Now his surly looks were gone and he was all eager and amazed, and he gazed into Pansiao’s face and the more he looked the more he saw it was she.

“What is the name of my sister-in-law?” he asked.

“Jade,” she said, quickly.

“And what is the number of my brothers?” he asked.

“Two,” she said happily, “Lao Ta and Lao Er, and you are Lao San, and our house is built around a court with a small pond in the middle and there are goldfish in it, and in the summer there is matting over the court and we eat there, all of us together, and my elder brothers’ little boys run to and fro and — and—” she put her hand to her mouth. “Oh poor Orchid,” she whispered, “I have not remembered you for so long and you are dead!”

“The two boys also are dead,” Sheng said shortly.

Pansiao gave a wail of sorrow. “Oh, but they were so pretty, those two little boys!” she wept, “and I remember that the smallest one was so fat and soft when I held him and he always smelled of his mother’s milk, like a little calf!”

There in that strange and lonely place, in a short hour of peace in the middle of the night, with the soldiers sleeping about them and the moans of the wounded in their ears, the brother and sister drew near to each other in longing for the home where they had been born.

“Let us find somewhere to sit down,” Mayli said gently.

But where was there to sit in this evil place?

“We must not go near the edge of the wood,” Sheng said. “The snakes are very swift here and deadly. We must stay where we can see the ground clear about us.”
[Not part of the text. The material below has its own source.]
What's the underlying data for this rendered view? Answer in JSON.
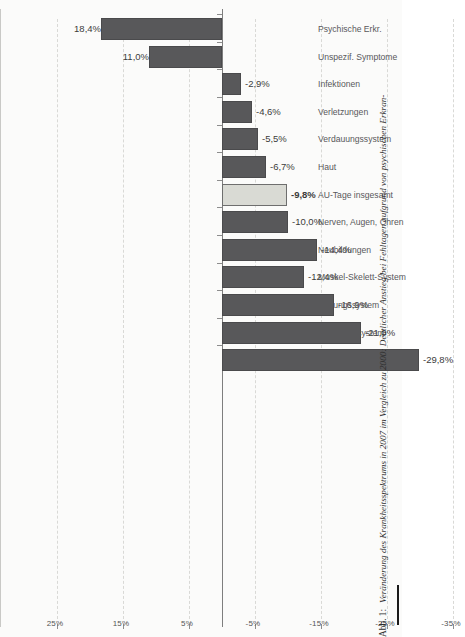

There was a broken truck near them, turned on its side and blasted partly away by an enemy shell, and upon this they sat, Pansiao between Mayli and Sheng. The mosquitoes sang shrilly about their ears and out of the night there came the sounds of the jungle on either side of them, those sharp sounds of restless small beasts, moving through the night, and sometimes they heard the stealthy crackle of twigs bent under the foot of some larger creature. There they sat in the hot moonlight and the memory of that farmhouse so many thousands of miles from here crept into them like a sickness.